Sujet : Re: Bootcamp
De : arne (at) *nospam* vajhoej.dk (Arne Vajhøj)
Groupes : comp.os.vmsDate : 13. Jul 2025, 03:32:38
Autres entêtes
Organisation : SunSITE.dk - Supporting Open source
Message-ID : <68731ac6$0$690$14726298@news.sunsite.dk>
References : 1 2 3 4 5 6 7 8 9 10 11 12 13 14
User-Agent : Mozilla Thunderbird
On 7/12/2025 7:52 PM, bill wrote:
On 7/12/2025 1:42 PM, Arne Vajhøj wrote:
On 7/12/2025 1:26 PM, bill wrote:
On 7/12/2025 11:13 AM, Arne Vajhøj wrote:
So again again if you rewrite an application, then you want
to change that logic instead of doing the 1:1 conversion.
>
And this, of course, is where we disagree. You see rewrites as
normal and the best way to go. I see them as usually a waste of
time being called on for the wrong reasons. Because your peers
at a conference laugh at your legacy system is no reason to rewrite
it. (And, yes, I have seen senior management want to make major
and often ridiculous changes based on something their peers said
over lunch at a conference!!)
>
There is a whole discipline dedicated to determining
if, when and how to modernize IT systems.
>
But mistakes are made.
>
Some systems are attempted to be modernized even though they should not.
>
Some systems are kept even though they should have been modernized.
It's funny to see someone say that here. The whole IT world has been
saying that about VMS for a very long time. I would have thought here
was the last bastion of "If it ain't broke, don't fix it."

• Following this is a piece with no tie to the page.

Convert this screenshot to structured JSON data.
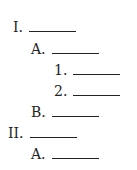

Based on previous discussions then there are several "If it ain't
broke, don't fix it." people here.
But I do not consider myself one of them.

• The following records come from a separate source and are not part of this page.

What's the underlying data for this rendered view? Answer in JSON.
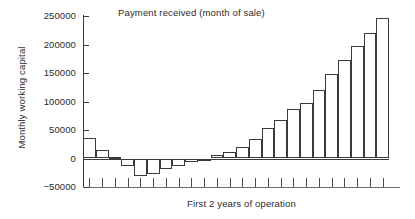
{
  "chart_data": {
    "type": "bar",
    "title": "Payment received (month of sale)",
    "xlabel": "First 2 years of operation",
    "ylabel": "Monthly working capital",
    "grid": false,
    "legend": null,
    "ylim": [
      -50000,
      250000
    ],
    "ytick_labels": [
      "250000",
      "200000",
      "150000",
      "100000",
      "50000",
      "0",
      "-50000"
    ],
    "ytick_values": [
      250000,
      200000,
      150000,
      100000,
      50000,
      0,
      -50000
    ],
    "categories": [
      "1",
      "2",
      "3",
      "4",
      "5",
      "6",
      "7",
      "8",
      "9",
      "10",
      "11",
      "12",
      "13",
      "14",
      "15",
      "16",
      "17",
      "18",
      "19",
      "20",
      "21",
      "22",
      "23",
      "24"
    ],
    "values": [
      36000,
      15000,
      2000,
      -14000,
      -31000,
      -28000,
      -18000,
      -13000,
      -7000,
      -2000,
      6000,
      11000,
      20000,
      34000,
      54000,
      68000,
      87000,
      98000,
      120000,
      148000,
      172000,
      197000,
      221000,
      246000
    ],
    "xtick_labels": []
  }
}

You evaluate benefits, cost and risk of upgrade projects
and decide based on that analysis.
And long term it is not so much a question about IF but more
a question about WHEN and HOW. Is it now or in 3 years or in
10 years? Just add functionality or rewrite some old parts
or rewrite everything?
The second is probably more common than the first.
"Being common" .NE. "right" .OR. "even necessarily a good idea".
I don't see how one mistake being more common than another
mistake relates to right or good idea.